The following is an excerpt from Alan Boyle | July 10, 2012 | msnbc.com |
Fifty years ago today, the Space Age gave birth to the age of satellite communication as we know it — though it wasn’t clear at the time just how world-changing that outer-space angle would turn out to be. In retrospect, you could argue that the launch of AT&T’s Telstar 1 satellite on July 10, 1962, made as much of a mark on the space frontier as Sputnik.
At the time, Americans worried that outer space was turning into a Cold War battleground, thanks to the Soviet Union’s launch of the first-ever satellite (Sputnik in 1957) and the first human in space (Yuri Gagarin in 1961). “Only if the United States occupies a position of pre-eminence can we help decide whether this new ocean will be a sea of peace or a new, terrifying theater of war,” President John F. Kennedy declared in 1962.

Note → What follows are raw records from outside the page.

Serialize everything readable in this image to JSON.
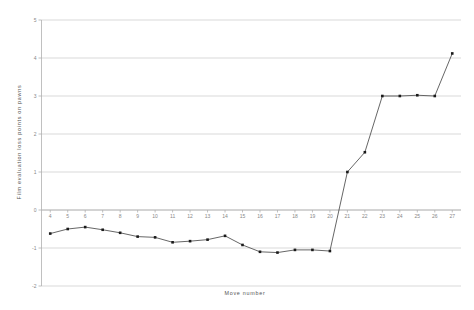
{
  "chart_data": {
    "type": "line",
    "title": "",
    "xlabel": "Move number",
    "ylabel": "Film evaluation loss points on pawns",
    "xlim": [
      3.5,
      27.5
    ],
    "ylim": [
      -2,
      5
    ],
    "grid": true,
    "legend": false,
    "legend_position": "none",
    "x_tick_labels": [
      "4",
      "5",
      "6",
      "7",
      "8",
      "9",
      "10",
      "11",
      "12",
      "13",
      "14",
      "15",
      "16",
      "17",
      "18",
      "19",
      "20",
      "21",
      "22",
      "23",
      "24",
      "25",
      "26",
      "27"
    ],
    "y_tick_labels": [
      "-2",
      "-1",
      "0",
      "1",
      "2",
      "3",
      "4",
      "5"
    ],
    "y_ticks": [
      -2,
      -1,
      0,
      1,
      2,
      3,
      4,
      5
    ],
    "x": [
      4,
      5,
      6,
      7,
      8,
      9,
      10,
      11,
      12,
      13,
      14,
      15,
      16,
      17,
      18,
      19,
      20,
      21,
      22,
      23,
      24,
      25,
      26,
      27
    ],
    "values": [
      -0.62,
      -0.5,
      -0.45,
      -0.52,
      -0.6,
      -0.7,
      -0.72,
      -0.85,
      -0.82,
      -0.78,
      -0.68,
      -0.92,
      -1.1,
      -1.12,
      -1.05,
      -1.05,
      -1.08,
      1.0,
      1.52,
      3.0,
      3.0,
      3.02,
      3.0,
      4.12
    ],
    "marker": "filled-square",
    "line_color": "#4a4a4a",
    "marker_color": "#1a1a1a",
    "grid_color": "#c9c9c9",
    "background_color": "#ffffff"
  },
  "axes": {
    "x_title": "Move number",
    "y_title": "Film evaluation loss points on pawns"
  }
}
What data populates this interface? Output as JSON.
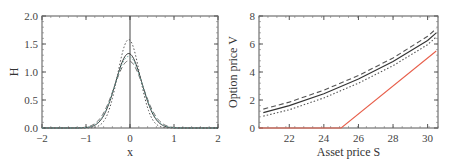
{
  "chart_data": [
    {
      "type": "line",
      "title": "",
      "xlabel": "x",
      "ylabel": "H",
      "xlim": [
        -2,
        2
      ],
      "ylim": [
        0.0,
        2.0
      ],
      "xticks": [
        "−2",
        "−1",
        "0",
        "1",
        "2"
      ],
      "yticks": [
        "0.0",
        "0.5",
        "1.0",
        "1.5",
        "2.0"
      ],
      "grid": false,
      "vertical_line_at_x": 0,
      "series": [
        {
          "name": "solid",
          "style": "solid",
          "color": "#333333",
          "center": -0.03,
          "peak": 1.33,
          "sigma": 0.3
        },
        {
          "name": "dotted",
          "style": "dotted",
          "color": "#555555",
          "center": -0.03,
          "peak": 1.58,
          "sigma": 0.25
        },
        {
          "name": "dashed",
          "style": "dashed",
          "color": "#666666",
          "center": -0.03,
          "peak": 1.2,
          "sigma": 0.33
        },
        {
          "name": "teal-markers",
          "style": "dotted",
          "color": "#6aa8a0",
          "center": -0.03,
          "peak": 1.28,
          "sigma": 0.31
        }
      ]
    },
    {
      "type": "line",
      "title": "",
      "xlabel": "Asset price S",
      "ylabel": "Option price V",
      "xlim": [
        20.25,
        30.6
      ],
      "ylim": [
        0,
        8
      ],
      "xticks": [
        "22",
        "24",
        "26",
        "28",
        "30"
      ],
      "yticks": [
        "0",
        "2",
        "4",
        "6",
        "8"
      ],
      "grid": false,
      "x": [
        20.5,
        22,
        24,
        26,
        28,
        30,
        30.5
      ],
      "series": [
        {
          "name": "dashed",
          "style": "dashed",
          "color": "#555555",
          "values": [
            1.35,
            1.85,
            2.7,
            3.75,
            5.0,
            6.55,
            7.1
          ]
        },
        {
          "name": "solid",
          "style": "solid",
          "color": "#333333",
          "values": [
            1.1,
            1.6,
            2.45,
            3.5,
            4.75,
            6.25,
            6.8
          ]
        },
        {
          "name": "dotted",
          "style": "dotted",
          "color": "#555555",
          "values": [
            0.85,
            1.3,
            2.15,
            3.2,
            4.45,
            5.95,
            6.5
          ]
        },
        {
          "name": "payoff",
          "style": "solid",
          "color": "#e8604c",
          "values": [
            0,
            0,
            0,
            1,
            3,
            5,
            5.5
          ],
          "kink_at": 25
        }
      ]
    }
  ]
}
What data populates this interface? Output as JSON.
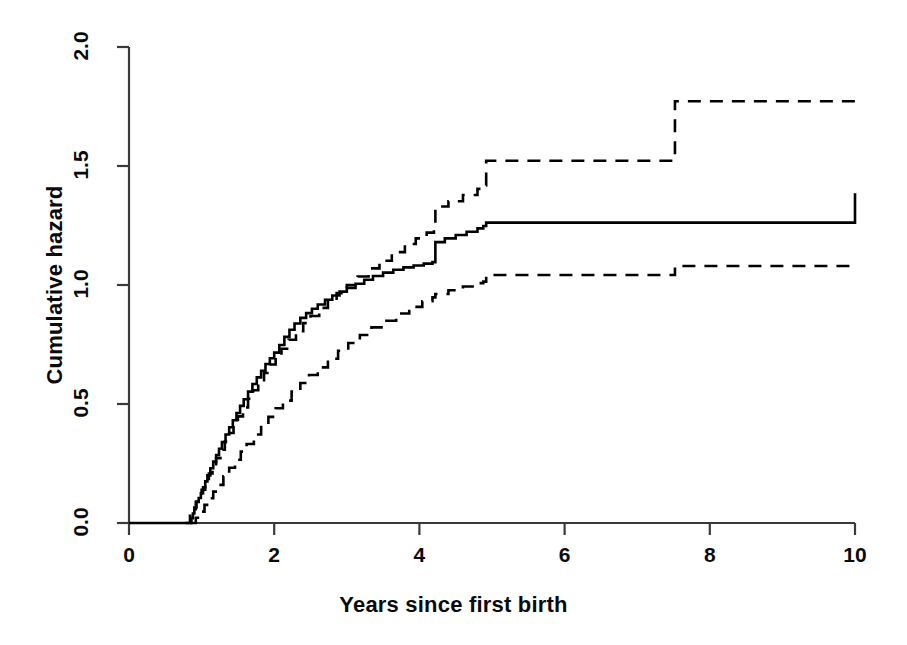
{
  "chart_data": {
    "type": "line",
    "title": "",
    "xlabel": "Years since first birth",
    "ylabel": "Cumulative hazard",
    "xlim": [
      0,
      10
    ],
    "ylim": [
      0,
      2.0
    ],
    "xticks": [
      "0",
      "2",
      "4",
      "6",
      "8",
      "10"
    ],
    "xtick_values": [
      0,
      2,
      4,
      6,
      8,
      10
    ],
    "yticks": [
      "0.0",
      "0.5",
      "1.0",
      "1.5",
      "2.0"
    ],
    "ytick_values": [
      0.0,
      0.5,
      1.0,
      1.5,
      2.0
    ],
    "grid": false,
    "legend": null,
    "style": "step",
    "series": [
      {
        "name": "Cumulative hazard estimate",
        "line_style": "solid",
        "line_width": 2.6,
        "color": "#000000",
        "x": [
          0.0,
          0.82,
          0.86,
          0.88,
          0.9,
          0.93,
          0.96,
          0.99,
          1.02,
          1.05,
          1.08,
          1.12,
          1.16,
          1.2,
          1.24,
          1.28,
          1.33,
          1.38,
          1.43,
          1.48,
          1.53,
          1.58,
          1.64,
          1.7,
          1.76,
          1.82,
          1.88,
          1.94,
          2.0,
          2.07,
          2.14,
          2.21,
          2.28,
          2.36,
          2.44,
          2.52,
          2.6,
          2.7,
          2.8,
          2.9,
          3.0,
          3.12,
          3.24,
          3.36,
          3.5,
          3.64,
          3.78,
          3.92,
          4.06,
          4.18,
          4.22,
          4.35,
          4.5,
          4.65,
          4.8,
          4.88,
          4.92,
          7.5,
          10.0
        ],
        "y": [
          0.0,
          0.0,
          0.02,
          0.04,
          0.065,
          0.09,
          0.105,
          0.125,
          0.15,
          0.175,
          0.2,
          0.23,
          0.258,
          0.285,
          0.312,
          0.34,
          0.372,
          0.402,
          0.432,
          0.462,
          0.492,
          0.52,
          0.552,
          0.584,
          0.612,
          0.64,
          0.668,
          0.692,
          0.716,
          0.748,
          0.782,
          0.812,
          0.838,
          0.862,
          0.882,
          0.9,
          0.918,
          0.938,
          0.956,
          0.972,
          0.988,
          1.005,
          1.022,
          1.038,
          1.052,
          1.064,
          1.074,
          1.082,
          1.09,
          1.096,
          1.18,
          1.196,
          1.21,
          1.224,
          1.238,
          1.248,
          1.262,
          1.262,
          1.385
        ]
      },
      {
        "name": "Upper 95% confidence limit",
        "line_style": "dashed",
        "line_width": 2.6,
        "color": "#000000",
        "x": [
          0.78,
          0.84,
          0.88,
          0.92,
          0.96,
          1.0,
          1.05,
          1.1,
          1.15,
          1.2,
          1.26,
          1.32,
          1.38,
          1.44,
          1.5,
          1.57,
          1.64,
          1.71,
          1.78,
          1.86,
          1.94,
          2.02,
          2.1,
          2.2,
          2.3,
          2.4,
          2.5,
          2.62,
          2.74,
          2.86,
          3.0,
          3.15,
          3.3,
          3.45,
          3.62,
          3.8,
          3.95,
          4.1,
          4.2,
          4.22,
          4.4,
          4.6,
          4.8,
          4.88,
          4.92,
          7.5,
          7.52,
          10.0
        ],
        "y": [
          0.0,
          0.03,
          0.058,
          0.088,
          0.112,
          0.14,
          0.175,
          0.208,
          0.24,
          0.272,
          0.308,
          0.342,
          0.378,
          0.412,
          0.448,
          0.486,
          0.522,
          0.558,
          0.592,
          0.63,
          0.666,
          0.7,
          0.732,
          0.77,
          0.806,
          0.84,
          0.87,
          0.904,
          0.936,
          0.966,
          1.0,
          1.036,
          1.07,
          1.102,
          1.138,
          1.172,
          1.196,
          1.22,
          1.236,
          1.33,
          1.352,
          1.378,
          1.404,
          1.418,
          1.522,
          1.522,
          1.772,
          1.772
        ]
      },
      {
        "name": "Lower 95% confidence limit",
        "line_style": "dashed",
        "line_width": 2.6,
        "color": "#000000",
        "x": [
          0.86,
          0.92,
          0.98,
          1.04,
          1.1,
          1.16,
          1.22,
          1.3,
          1.38,
          1.46,
          1.54,
          1.62,
          1.72,
          1.82,
          1.92,
          2.02,
          2.12,
          2.24,
          2.36,
          2.48,
          2.6,
          2.74,
          2.88,
          3.02,
          3.18,
          3.34,
          3.5,
          3.68,
          3.86,
          4.04,
          4.18,
          4.22,
          4.4,
          4.6,
          4.8,
          4.88,
          4.92,
          7.5,
          7.52,
          10.0
        ],
        "y": [
          0.0,
          0.022,
          0.048,
          0.076,
          0.104,
          0.132,
          0.16,
          0.196,
          0.232,
          0.266,
          0.3,
          0.332,
          0.372,
          0.41,
          0.446,
          0.482,
          0.514,
          0.552,
          0.588,
          0.622,
          0.654,
          0.69,
          0.724,
          0.756,
          0.79,
          0.822,
          0.85,
          0.88,
          0.908,
          0.932,
          0.948,
          0.962,
          0.978,
          0.994,
          1.008,
          1.014,
          1.042,
          1.042,
          1.08,
          1.08
        ]
      }
    ]
  },
  "axes": {
    "xlabel": "Years since first birth",
    "ylabel": "Cumulative hazard"
  }
}
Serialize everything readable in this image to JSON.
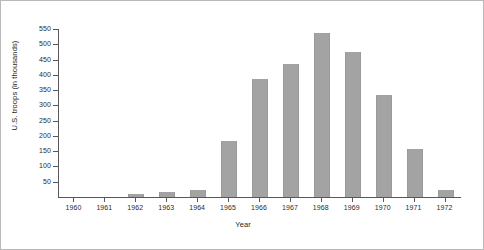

Telstar, the world’s first commercial satellite, marked the shift from outer space’s potential military applications to its peaceful uses — which is the way most people think of space ventures today. Within hours of Telstar’s launch on a Thor-Delta rocket from Cape Canaveral, Fla., the satellite beamed a non-public test transmission from Andover Earth Station in Maine to the Pleumeur-Bodou ground station in France. Two weeks later, on July 23, it relayed the first-ever public, live trans-Atlantic TV signal, linking Europe and North America.
That was the start of something big.